Stanford alerted employees and students about the breaches this morning.
Stanford said the Andrew File System, or AFS, a file-sharing program widely used throughout the university, exposed a variety of information from several campus offices, including Clery Act reports of sexual violence and some confidential student disciplinary information from six to 10 years ago.
A data breach involving financial aid information at the Graduate School of Business (GSB) was reported by the news site Poets and Quaints, which in 2015 exposed the love triangle scandal involving GSB Dean Garth Saloner, Professor Deborah Gruenfeld and her estranged hubby Professor James Phils.
The upshot of today’s Poets and Quaints story is that this newly exposed data shows GSB officials secretly gave discounts to preferred applicants while claiming that such scholarships were only for needy students.
Current GSB Dean Jon Levin also disclosed the breach in a Nov. 17 letter to faculty and employees. He said the school has hired a forensic-data firm to investigate the situation.

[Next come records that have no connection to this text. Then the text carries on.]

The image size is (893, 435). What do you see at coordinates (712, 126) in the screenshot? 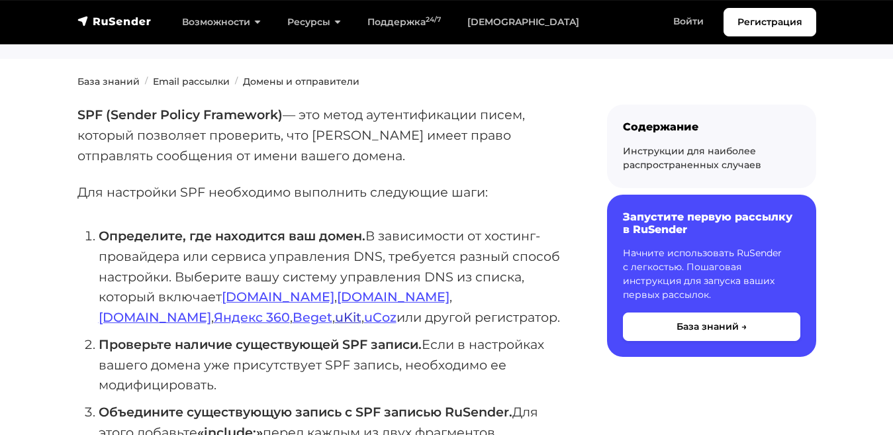
I see `div: Содержание` at bounding box center [712, 126].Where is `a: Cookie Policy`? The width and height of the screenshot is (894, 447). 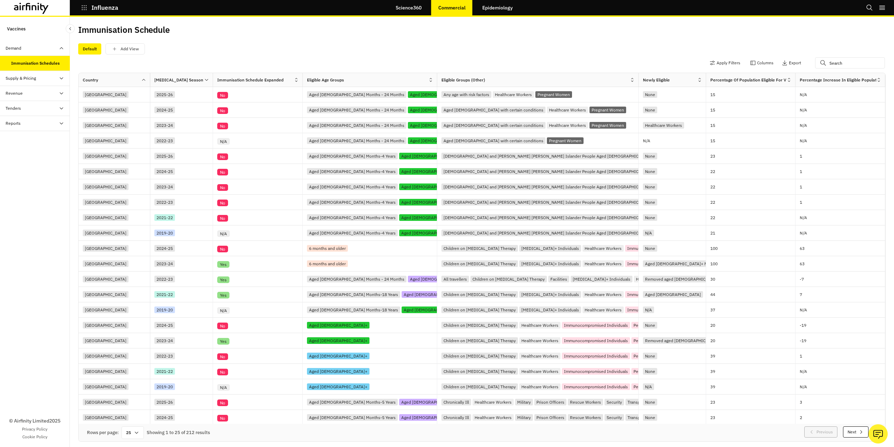
a: Cookie Policy is located at coordinates (35, 437). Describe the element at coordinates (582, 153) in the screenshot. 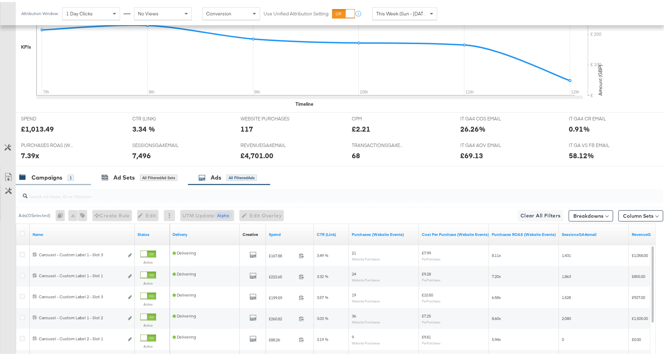

I see `div: 58.12%` at that location. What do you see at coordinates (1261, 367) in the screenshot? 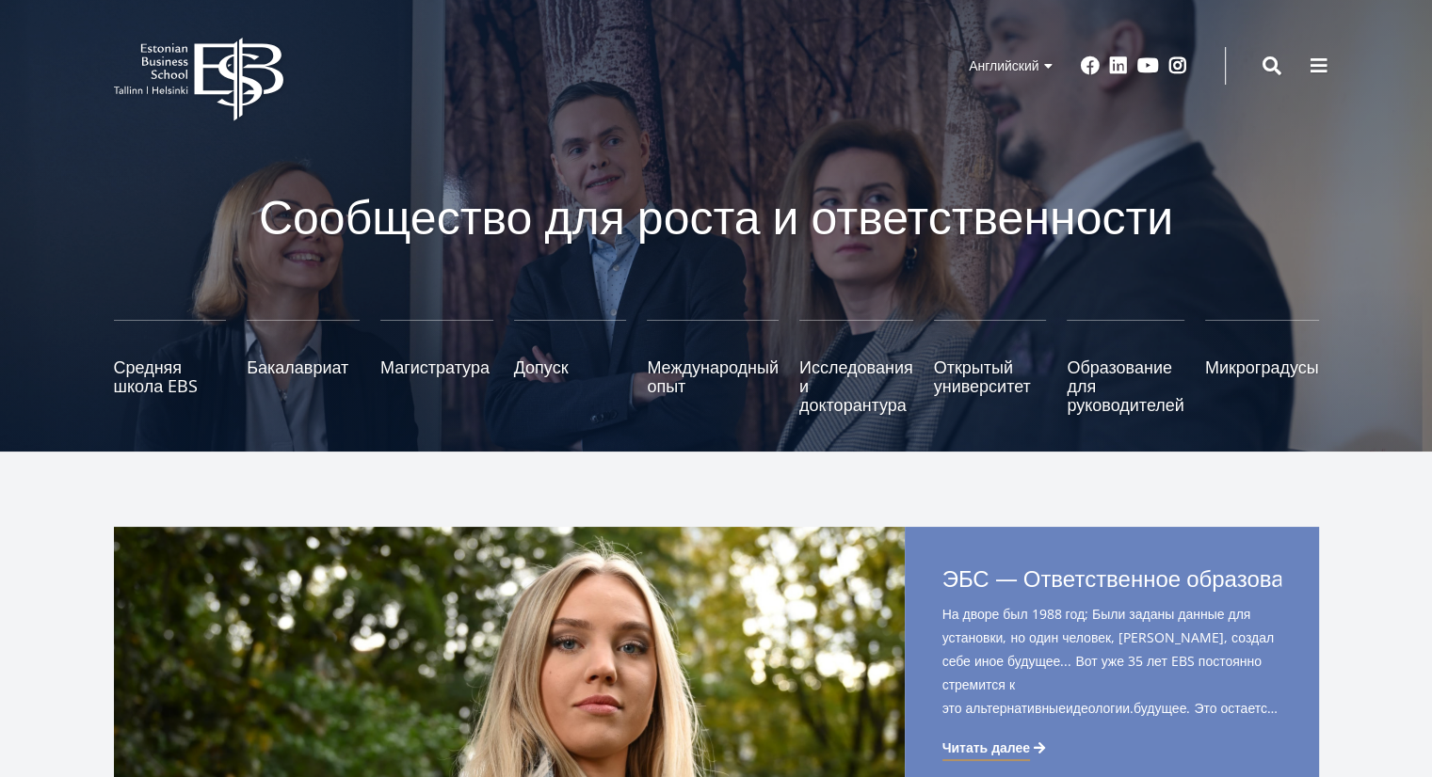
I see `a: Микроградусы` at bounding box center [1261, 367].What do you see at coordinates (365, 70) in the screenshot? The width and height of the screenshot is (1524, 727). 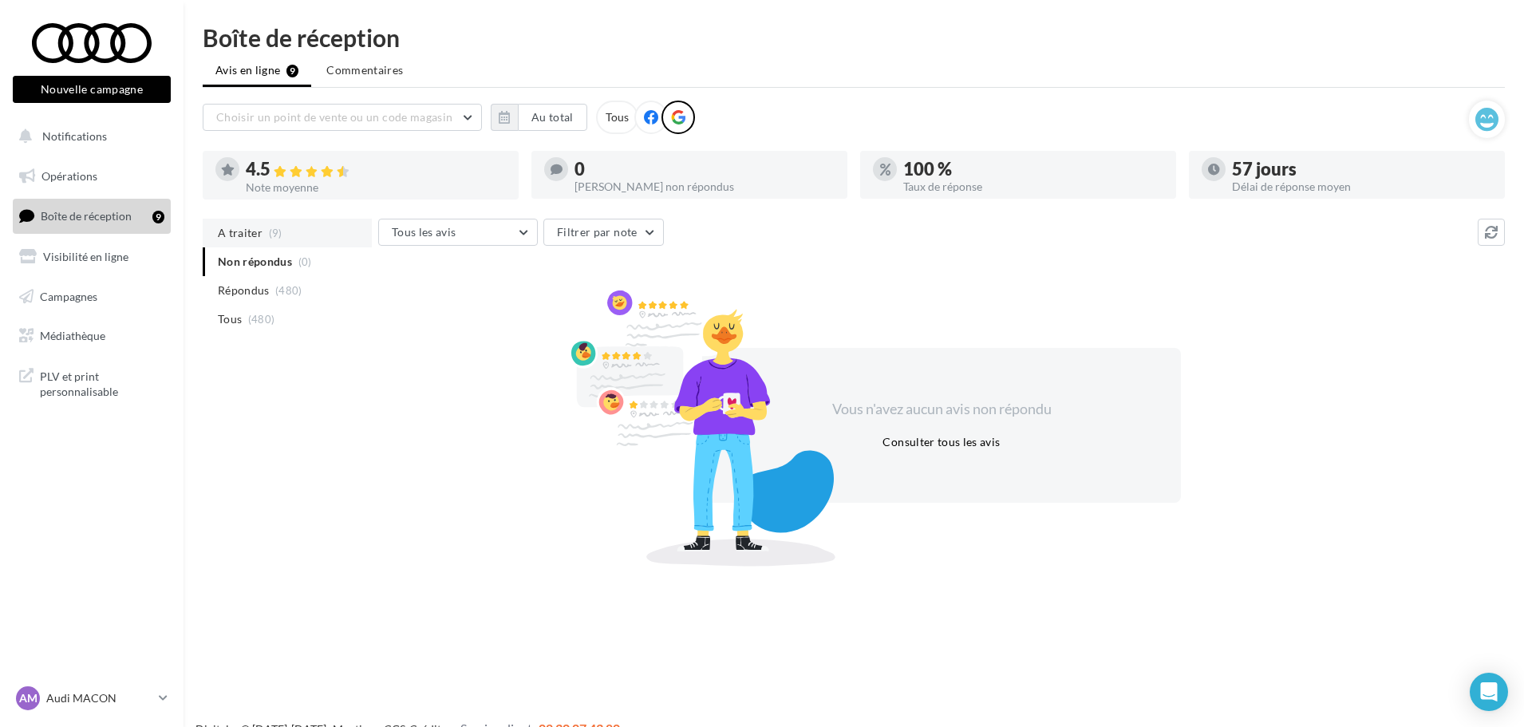 I see `span: Commentaires` at bounding box center [365, 70].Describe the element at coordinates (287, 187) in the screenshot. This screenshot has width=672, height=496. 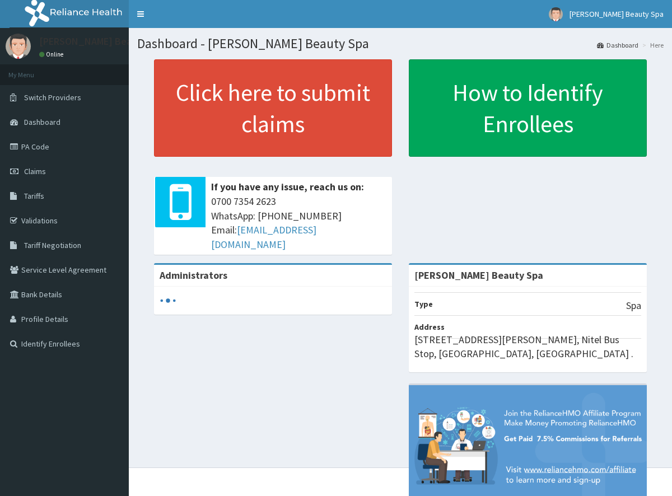
I see `b: If you have any issue, reach us on:` at that location.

Levin said that he was alerted to the situation by a student who had analyzed the information and found that GSB’s claims about how it doles out scholarships weren’t accurate.
The data breach involved more than just GSB scholarships.
Confidential data covering about 10,000 current and former Stanford employees was left on a shared drive for six months, available to all students, faculty and staff. The data in the newly discovered breach included Social Security numbers and salaries for all non-faculty employees who worked at Stanford in August 2008.
The statement from Stanford attributed the various breaches to “misconfigured permissions” on AFS and Google Drive.
Stanford said one data breach was discovered by a student on the Stanford Daily staff. The Daily reported that information about sexual assault reports and some related student disciplinary reports could be viewed by any AFS user. The files didn’t include any names. The student newspaper reported its findings in a story that the university said “maintained confidentiality of the personally identifiable information.”